Difficult, that is, but not impossible. Instead of adopting any of the relatively inexpensive energy-saving remedies proposed by HTU. Harvard has opted in several buildings to install specialized, high-priced "thermopane" windows. After repairs such as the windows installations are completed. HRE has typically taken advantage of rent control guidelines that allow landlords to raise tenants' rents on the basis of capital improvements. The end result is a significant rent hike for tenants and higher profits for HRE.
Zeckhauser's letter to Turk indicates that in cases of disputes between tenants and Harvard, "we have found that tenants' rights and interests were adequately protected by local and state laws administered by a variety of governmental agencies." In other words, HRE officials have taken the posture of the crafty used car salesman who tells his customer attempting to return a lemon: If you don't like it, sue me. Unfortunately for tenants, who have nowhere near the financial resources necessary to combat Harvard's stable of lawyers, fighting the University in court is like going on safari holding a rifle filled with blanks. You can shoot all you want and still not hit a single target.

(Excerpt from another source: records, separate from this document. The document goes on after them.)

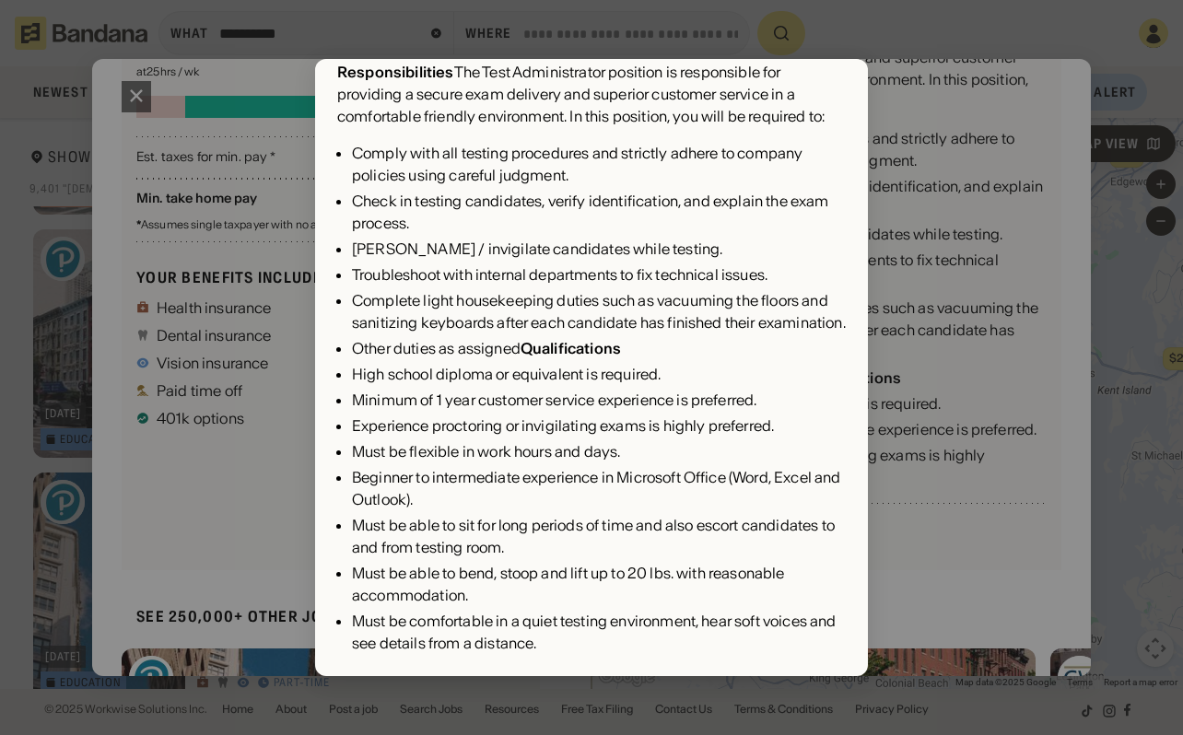 The width and height of the screenshot is (1183, 735). I want to click on div: Qualifications, so click(571, 348).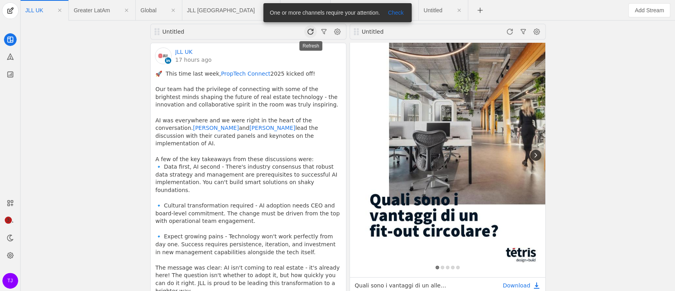  What do you see at coordinates (193, 60) in the screenshot?
I see `a: 17 hours ago` at bounding box center [193, 60].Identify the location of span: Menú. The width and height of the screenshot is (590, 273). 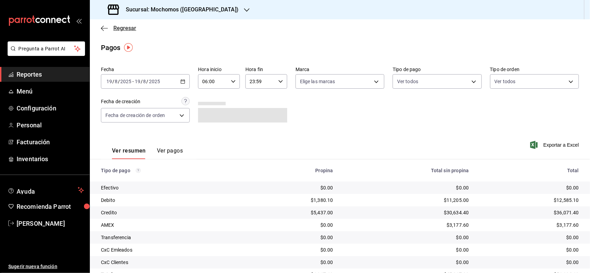
(50, 91). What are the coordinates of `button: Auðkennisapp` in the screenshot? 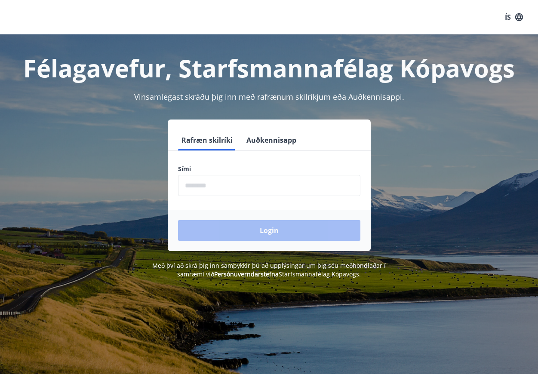 It's located at (271, 140).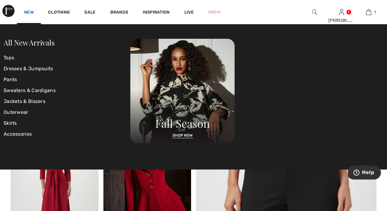 Image resolution: width=387 pixels, height=211 pixels. Describe the element at coordinates (90, 13) in the screenshot. I see `a: Sale` at that location. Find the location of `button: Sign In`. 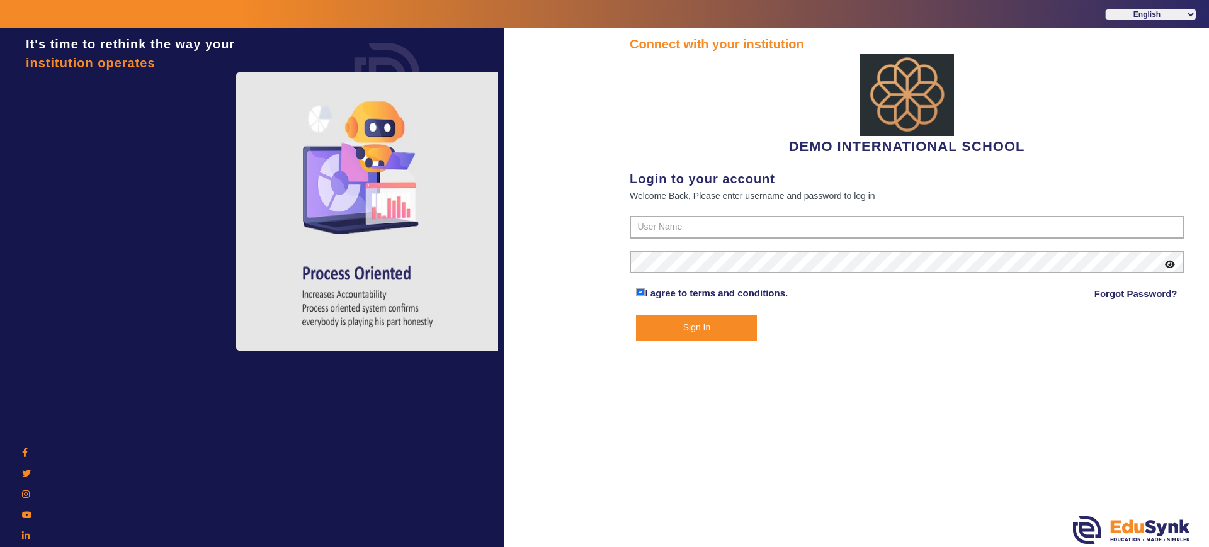

button: Sign In is located at coordinates (696, 327).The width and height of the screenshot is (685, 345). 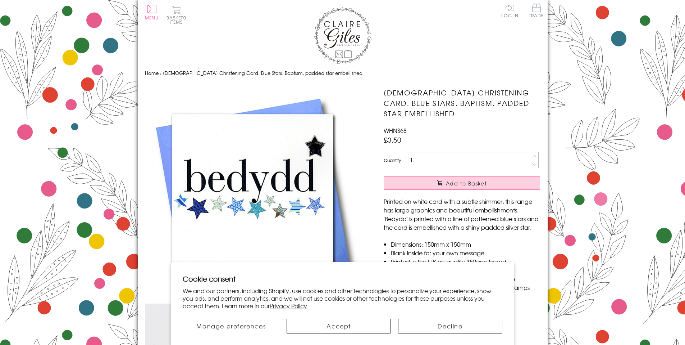 I want to click on button: Decline, so click(x=450, y=326).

What the University would probably like to do most of all, in fact, is divert HTU members from their organizing efforts with a proliferation of unwinnable legal distractions. It seems likely, however, that HTU members will continue their own strategy of making new allies by providing assistance to residents of buildings involved in disputes with Harvard. If the University refuses to deviate from its obstinate failure to address legitimate resident concerns, HTU can only benefit from the resulting dissatisfaction among tenants. A tenants' revolution may be a long way off for HRE, but then again, Marie Antoinette got plenty of advance warning and still lost her head.